I have, until this day, in my many years in this country, met only two people who had had no connection to Poland but had decided to learn the language nonetheless. Both were sociologists who chose to do research in Poland. This young man today will make it a pack of three who will have deliberately studied Polish.

I asked how it could be that he spoke Polish so well. The language is exceedingly hard for Americans, in part because of the conjugation principles (you conjugate nouns as well as verbs, so that if you say “I sit on top of the table” or “I sit under the table,” the word “table” will take on a different form; this additional grammatical idiosyncrasy drives English speaking people completely nuts). He answered simply “jestem bardzo inteligentny” (=I am very intelligent). Indeed!

This was supposed to be quick and easy

I have been repainting some of the rooms in the house this year. My study got the greenish-yellow treatment this winter and today I attacked a room that is mostly used as a bedroom for visitors (one such person is coming later this week). It hadn’t been painted for more than 15 years and there is an entire area where it looks like someone was systematically checking to see how many footprints could fit in a small space underneath the window.

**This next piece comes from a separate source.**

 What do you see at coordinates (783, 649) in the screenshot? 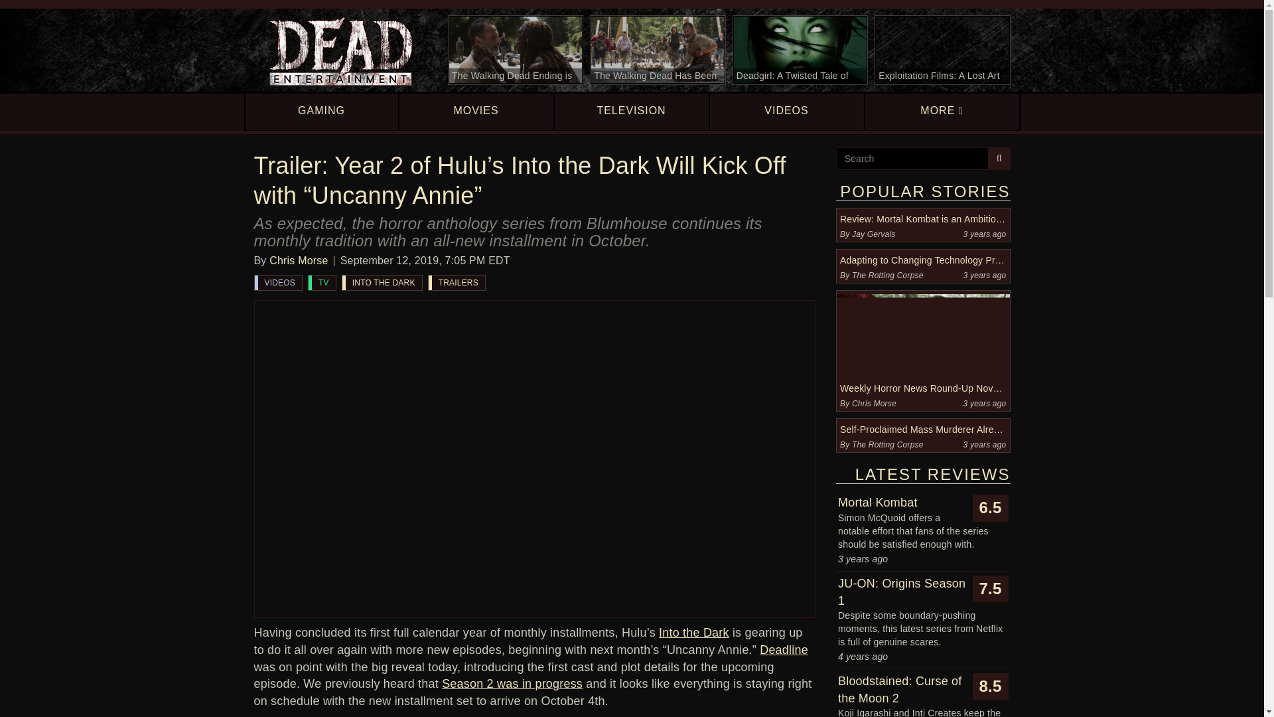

First step: get a nice creamy-toned paint. I did that back in March (it was to be a Spring Break project).


paint's ready Posted by Hello

Second step: tape the window frames, doors and baseboards. Done yesterday.

Third step: patch holes in drywall. Yep.

Fourth step: move furniture around. Here I encountered a major snag:


wait a minute, it's not supposed to look like this Posted by Hello

As you can see, the bed completely fell apart (actually in several places). True, it was one of those Danish teak things that isn’t terrifically sturdy and it had some years on it, but it had seemed perfectly content sitting in its spot for years and years. No one knew it had a problem until it came time to move it. Then it just sort of collapsed.

Of course, this, in the end, is a good thing. It would have been a source of great embarrassment and consternation if it had decided to fall apart while visitors were, er, sleeping on it.

Still, the painting project got interrupted by the need to purchase a new bed. All Rubin’s stores were visited, a bed was finally found. (Sixth step will have to be bed assembly; it comes in many smallish boxes; I am dubious that a full-size bed fit into these, but I am told that indeed, once the pieces are slapped, glued and nailed together, a bed will emerge.)

Fifth step: Pick up the pace with the rollers and the brushes! I am rushing to finish before the day runs out on me. I am speckled with creamy dots and dribbles (how do professional painters stay so clean when they paint?) and I anticipate at least two more disasters. Just a few minutes ago I stepped on a carelessly placed painting utensil. It took a half an hour to clean that little problem up.

Is dad listening?

George W. Bush came to Cheney’s defense today. Amidst speculations that, but for the threat of the lost conservative vote, GWB would be better off dropping Cheney from the ticket, George W. responded: “Dick Cheney is the best vice president this country has ever had.” Are we witnessing a family rift in the making? Is there a lapse in memory, or a punch at dad, or what?